How do you pick what to wear the next day?
Do you pick an outfit that shows your lonely. The sadness you attempt to carefully tuck away in the morning, the sadness you cover with the concealer, trace with your eyeliner, you’ve tried to hide it, haven’t you? It still escapes, pouring through your forced smile and awkward conversations with strange men that will never call you home. They listen well enough to know when you’re horny, they call you beautiful. If they stay silent, if they listen long enough they will hear your desperation, smell it off you, strong as shisha from a magic hookah. It’s a good thing they don’t.
Do you pick an outfit that is a shameless plea for attention, because this is what you’ve been your whole life. You can’t remember a day you got up for you, it’s for these strange men, the rows of skirts small enough to show off your tight ass. The lip lick from the man in accounting, Dare from TI would linger when he passes you by the dispenser. This is all you, the desperate plea in a tight dress.

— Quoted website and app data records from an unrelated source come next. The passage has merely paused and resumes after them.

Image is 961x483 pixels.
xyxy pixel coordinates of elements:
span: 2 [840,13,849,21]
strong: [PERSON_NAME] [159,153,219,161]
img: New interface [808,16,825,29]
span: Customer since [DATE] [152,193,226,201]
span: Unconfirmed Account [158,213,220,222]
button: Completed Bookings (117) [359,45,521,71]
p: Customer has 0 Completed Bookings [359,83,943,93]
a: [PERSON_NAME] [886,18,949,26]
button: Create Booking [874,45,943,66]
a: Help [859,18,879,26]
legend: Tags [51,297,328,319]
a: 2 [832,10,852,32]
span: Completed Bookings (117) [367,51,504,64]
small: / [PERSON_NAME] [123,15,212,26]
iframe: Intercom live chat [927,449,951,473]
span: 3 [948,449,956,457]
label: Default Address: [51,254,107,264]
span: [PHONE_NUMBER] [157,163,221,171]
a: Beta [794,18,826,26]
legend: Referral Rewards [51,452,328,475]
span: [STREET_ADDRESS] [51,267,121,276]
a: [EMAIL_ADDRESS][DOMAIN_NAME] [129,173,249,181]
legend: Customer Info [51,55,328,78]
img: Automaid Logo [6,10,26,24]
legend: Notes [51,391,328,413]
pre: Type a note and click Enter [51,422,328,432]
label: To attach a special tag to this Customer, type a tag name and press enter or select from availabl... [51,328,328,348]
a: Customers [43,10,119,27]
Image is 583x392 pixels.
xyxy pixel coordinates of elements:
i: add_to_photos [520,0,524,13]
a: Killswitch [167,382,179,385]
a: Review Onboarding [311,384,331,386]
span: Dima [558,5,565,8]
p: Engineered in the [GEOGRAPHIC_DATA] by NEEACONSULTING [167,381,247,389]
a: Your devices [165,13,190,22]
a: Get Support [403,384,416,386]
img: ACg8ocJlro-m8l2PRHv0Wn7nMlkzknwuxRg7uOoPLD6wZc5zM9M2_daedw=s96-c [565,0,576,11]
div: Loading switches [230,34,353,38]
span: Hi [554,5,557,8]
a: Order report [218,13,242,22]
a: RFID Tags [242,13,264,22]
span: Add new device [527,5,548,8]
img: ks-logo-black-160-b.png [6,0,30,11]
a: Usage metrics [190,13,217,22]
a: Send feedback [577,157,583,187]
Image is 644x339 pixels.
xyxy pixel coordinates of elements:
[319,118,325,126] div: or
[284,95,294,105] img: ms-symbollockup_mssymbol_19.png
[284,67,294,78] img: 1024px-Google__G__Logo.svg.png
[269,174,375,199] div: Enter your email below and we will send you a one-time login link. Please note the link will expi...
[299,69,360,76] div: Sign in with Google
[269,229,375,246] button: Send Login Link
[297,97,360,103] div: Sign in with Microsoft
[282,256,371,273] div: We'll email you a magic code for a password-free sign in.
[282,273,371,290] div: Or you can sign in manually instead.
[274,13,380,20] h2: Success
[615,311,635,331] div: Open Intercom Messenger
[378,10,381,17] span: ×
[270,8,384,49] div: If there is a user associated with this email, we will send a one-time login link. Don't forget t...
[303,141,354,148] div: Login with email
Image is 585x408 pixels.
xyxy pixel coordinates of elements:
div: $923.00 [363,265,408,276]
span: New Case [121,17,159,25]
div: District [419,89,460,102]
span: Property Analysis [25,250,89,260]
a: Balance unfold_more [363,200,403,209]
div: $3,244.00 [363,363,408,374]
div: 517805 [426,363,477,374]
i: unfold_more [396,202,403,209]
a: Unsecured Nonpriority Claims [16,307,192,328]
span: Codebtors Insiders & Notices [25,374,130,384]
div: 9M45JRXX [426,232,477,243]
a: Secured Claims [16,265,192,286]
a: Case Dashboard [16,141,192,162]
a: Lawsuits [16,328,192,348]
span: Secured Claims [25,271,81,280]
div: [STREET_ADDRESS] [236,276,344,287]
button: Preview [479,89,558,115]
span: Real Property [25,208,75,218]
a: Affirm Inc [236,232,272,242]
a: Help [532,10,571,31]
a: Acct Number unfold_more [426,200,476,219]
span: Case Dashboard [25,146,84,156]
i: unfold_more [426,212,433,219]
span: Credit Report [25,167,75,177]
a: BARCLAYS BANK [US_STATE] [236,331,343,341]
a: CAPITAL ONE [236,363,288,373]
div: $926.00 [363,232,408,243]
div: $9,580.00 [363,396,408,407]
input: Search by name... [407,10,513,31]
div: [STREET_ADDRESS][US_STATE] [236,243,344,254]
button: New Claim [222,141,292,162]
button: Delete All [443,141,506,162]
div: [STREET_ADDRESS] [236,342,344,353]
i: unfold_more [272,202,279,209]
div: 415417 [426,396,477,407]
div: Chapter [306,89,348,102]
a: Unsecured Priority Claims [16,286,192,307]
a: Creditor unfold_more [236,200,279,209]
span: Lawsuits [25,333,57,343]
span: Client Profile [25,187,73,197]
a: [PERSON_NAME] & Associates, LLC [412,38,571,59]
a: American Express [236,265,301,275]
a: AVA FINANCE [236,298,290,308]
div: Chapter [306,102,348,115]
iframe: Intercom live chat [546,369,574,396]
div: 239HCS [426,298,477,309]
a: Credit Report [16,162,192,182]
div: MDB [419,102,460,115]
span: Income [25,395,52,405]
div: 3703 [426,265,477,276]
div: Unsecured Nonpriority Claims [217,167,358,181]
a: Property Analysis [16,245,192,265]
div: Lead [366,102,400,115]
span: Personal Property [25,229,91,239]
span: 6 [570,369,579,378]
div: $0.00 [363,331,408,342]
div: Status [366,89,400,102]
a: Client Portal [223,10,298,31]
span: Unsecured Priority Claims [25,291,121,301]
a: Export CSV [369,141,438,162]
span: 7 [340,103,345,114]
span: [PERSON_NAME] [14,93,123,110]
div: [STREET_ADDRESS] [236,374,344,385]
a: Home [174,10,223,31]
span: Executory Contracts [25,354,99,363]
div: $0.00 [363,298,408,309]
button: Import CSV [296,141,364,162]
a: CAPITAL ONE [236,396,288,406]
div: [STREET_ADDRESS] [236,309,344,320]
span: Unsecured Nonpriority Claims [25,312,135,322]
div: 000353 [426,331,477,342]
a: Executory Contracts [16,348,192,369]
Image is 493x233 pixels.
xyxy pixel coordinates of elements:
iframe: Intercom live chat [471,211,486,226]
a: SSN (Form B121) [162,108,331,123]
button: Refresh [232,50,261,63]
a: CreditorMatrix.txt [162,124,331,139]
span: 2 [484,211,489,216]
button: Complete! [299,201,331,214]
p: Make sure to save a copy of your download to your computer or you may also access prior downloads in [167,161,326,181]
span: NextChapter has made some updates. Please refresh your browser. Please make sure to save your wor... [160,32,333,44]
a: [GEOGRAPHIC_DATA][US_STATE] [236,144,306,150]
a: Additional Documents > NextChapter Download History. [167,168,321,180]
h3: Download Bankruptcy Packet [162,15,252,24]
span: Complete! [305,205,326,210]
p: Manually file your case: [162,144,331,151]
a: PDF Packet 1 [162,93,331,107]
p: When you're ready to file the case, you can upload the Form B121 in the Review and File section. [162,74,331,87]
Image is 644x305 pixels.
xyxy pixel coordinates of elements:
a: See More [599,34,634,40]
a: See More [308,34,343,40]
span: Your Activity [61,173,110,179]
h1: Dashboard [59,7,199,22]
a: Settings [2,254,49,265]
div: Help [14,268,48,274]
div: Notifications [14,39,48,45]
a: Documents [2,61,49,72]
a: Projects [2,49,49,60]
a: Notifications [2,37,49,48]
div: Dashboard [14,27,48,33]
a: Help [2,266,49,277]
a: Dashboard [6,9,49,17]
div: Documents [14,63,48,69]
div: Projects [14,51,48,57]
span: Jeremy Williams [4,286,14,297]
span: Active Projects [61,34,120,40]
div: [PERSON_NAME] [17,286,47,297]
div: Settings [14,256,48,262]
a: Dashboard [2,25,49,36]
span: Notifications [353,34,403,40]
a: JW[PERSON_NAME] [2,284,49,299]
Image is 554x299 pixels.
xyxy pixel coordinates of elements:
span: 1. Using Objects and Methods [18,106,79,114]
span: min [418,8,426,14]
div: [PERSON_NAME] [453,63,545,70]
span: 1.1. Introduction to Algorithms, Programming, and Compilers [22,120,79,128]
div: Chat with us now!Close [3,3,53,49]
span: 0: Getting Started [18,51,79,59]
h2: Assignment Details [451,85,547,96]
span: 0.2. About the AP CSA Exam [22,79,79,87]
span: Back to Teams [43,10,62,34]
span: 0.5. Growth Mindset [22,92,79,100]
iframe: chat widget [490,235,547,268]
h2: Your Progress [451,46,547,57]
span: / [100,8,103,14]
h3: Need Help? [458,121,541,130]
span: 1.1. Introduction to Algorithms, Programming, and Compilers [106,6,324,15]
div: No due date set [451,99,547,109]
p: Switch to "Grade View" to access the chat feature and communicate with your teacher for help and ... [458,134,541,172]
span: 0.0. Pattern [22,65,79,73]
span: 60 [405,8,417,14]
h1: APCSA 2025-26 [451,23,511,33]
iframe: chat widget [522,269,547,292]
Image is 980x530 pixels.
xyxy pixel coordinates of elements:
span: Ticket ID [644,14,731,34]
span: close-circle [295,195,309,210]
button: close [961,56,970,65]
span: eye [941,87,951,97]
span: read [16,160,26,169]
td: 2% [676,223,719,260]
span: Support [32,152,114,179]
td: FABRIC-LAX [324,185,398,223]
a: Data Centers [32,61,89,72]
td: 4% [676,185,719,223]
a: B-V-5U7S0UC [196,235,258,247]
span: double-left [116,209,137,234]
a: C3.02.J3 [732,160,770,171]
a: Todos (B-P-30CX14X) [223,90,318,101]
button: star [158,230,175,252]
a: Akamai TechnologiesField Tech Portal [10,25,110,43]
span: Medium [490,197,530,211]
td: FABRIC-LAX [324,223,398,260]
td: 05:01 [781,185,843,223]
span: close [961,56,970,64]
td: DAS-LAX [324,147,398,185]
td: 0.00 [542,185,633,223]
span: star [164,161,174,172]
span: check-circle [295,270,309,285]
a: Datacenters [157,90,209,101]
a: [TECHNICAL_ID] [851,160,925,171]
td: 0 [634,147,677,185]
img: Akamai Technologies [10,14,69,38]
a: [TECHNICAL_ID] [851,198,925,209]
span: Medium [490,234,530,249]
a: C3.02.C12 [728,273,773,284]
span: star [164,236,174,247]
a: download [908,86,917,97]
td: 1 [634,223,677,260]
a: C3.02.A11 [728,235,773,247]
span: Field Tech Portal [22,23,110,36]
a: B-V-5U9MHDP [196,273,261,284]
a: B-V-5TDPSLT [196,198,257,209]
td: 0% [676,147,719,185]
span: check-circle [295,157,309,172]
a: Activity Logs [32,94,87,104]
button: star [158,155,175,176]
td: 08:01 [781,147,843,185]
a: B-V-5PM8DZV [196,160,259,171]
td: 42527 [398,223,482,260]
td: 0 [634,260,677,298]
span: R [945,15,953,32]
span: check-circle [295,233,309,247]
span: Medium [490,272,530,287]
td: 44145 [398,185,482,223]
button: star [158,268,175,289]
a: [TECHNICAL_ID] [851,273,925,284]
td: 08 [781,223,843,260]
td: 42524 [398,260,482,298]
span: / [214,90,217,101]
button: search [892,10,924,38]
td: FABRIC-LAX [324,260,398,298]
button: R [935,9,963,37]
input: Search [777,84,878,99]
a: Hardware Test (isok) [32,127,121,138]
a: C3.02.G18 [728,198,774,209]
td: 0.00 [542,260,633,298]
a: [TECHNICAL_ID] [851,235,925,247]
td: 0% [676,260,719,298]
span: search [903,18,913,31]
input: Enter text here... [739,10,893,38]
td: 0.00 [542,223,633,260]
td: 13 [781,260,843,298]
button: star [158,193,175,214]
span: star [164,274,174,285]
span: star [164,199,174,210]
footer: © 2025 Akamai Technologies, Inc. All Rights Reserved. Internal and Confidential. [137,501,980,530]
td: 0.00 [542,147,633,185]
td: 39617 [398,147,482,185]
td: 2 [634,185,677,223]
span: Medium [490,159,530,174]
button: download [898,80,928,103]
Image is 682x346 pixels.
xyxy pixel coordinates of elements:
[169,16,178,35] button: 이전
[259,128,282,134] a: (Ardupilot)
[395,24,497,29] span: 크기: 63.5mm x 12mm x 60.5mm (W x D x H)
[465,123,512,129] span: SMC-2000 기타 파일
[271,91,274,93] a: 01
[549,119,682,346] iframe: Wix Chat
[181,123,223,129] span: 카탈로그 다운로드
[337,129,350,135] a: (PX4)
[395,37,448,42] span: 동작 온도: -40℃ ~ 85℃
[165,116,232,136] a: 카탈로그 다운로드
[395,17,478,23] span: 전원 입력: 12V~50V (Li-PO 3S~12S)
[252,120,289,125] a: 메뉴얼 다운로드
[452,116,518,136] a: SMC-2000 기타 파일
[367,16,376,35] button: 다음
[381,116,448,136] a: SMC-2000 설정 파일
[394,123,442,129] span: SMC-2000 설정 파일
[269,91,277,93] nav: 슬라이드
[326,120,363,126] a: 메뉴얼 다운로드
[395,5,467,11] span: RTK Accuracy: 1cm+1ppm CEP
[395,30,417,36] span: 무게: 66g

Do you pick the opposite, an outfit that hides all your woman. That hides the curves, covers up the contours, tells the truth, that you can’t ever remember being kissed like you mattered. That you’ve gone 25 years without this elusive thing called love. That you’ve been searching your whole life for a place you can be vulnerable.
Do you pick an outfit that shows how haggard and unkempt you are. That you are a place of ruin and everything you touch decays? That this isn’t just metaphors. Its Midas touch but the opposite, that you haven’t been alone from lack of trying. That men have walked in and found your insides an abandoned house, just too much effort is required and not worth the investment. That you will always be alone.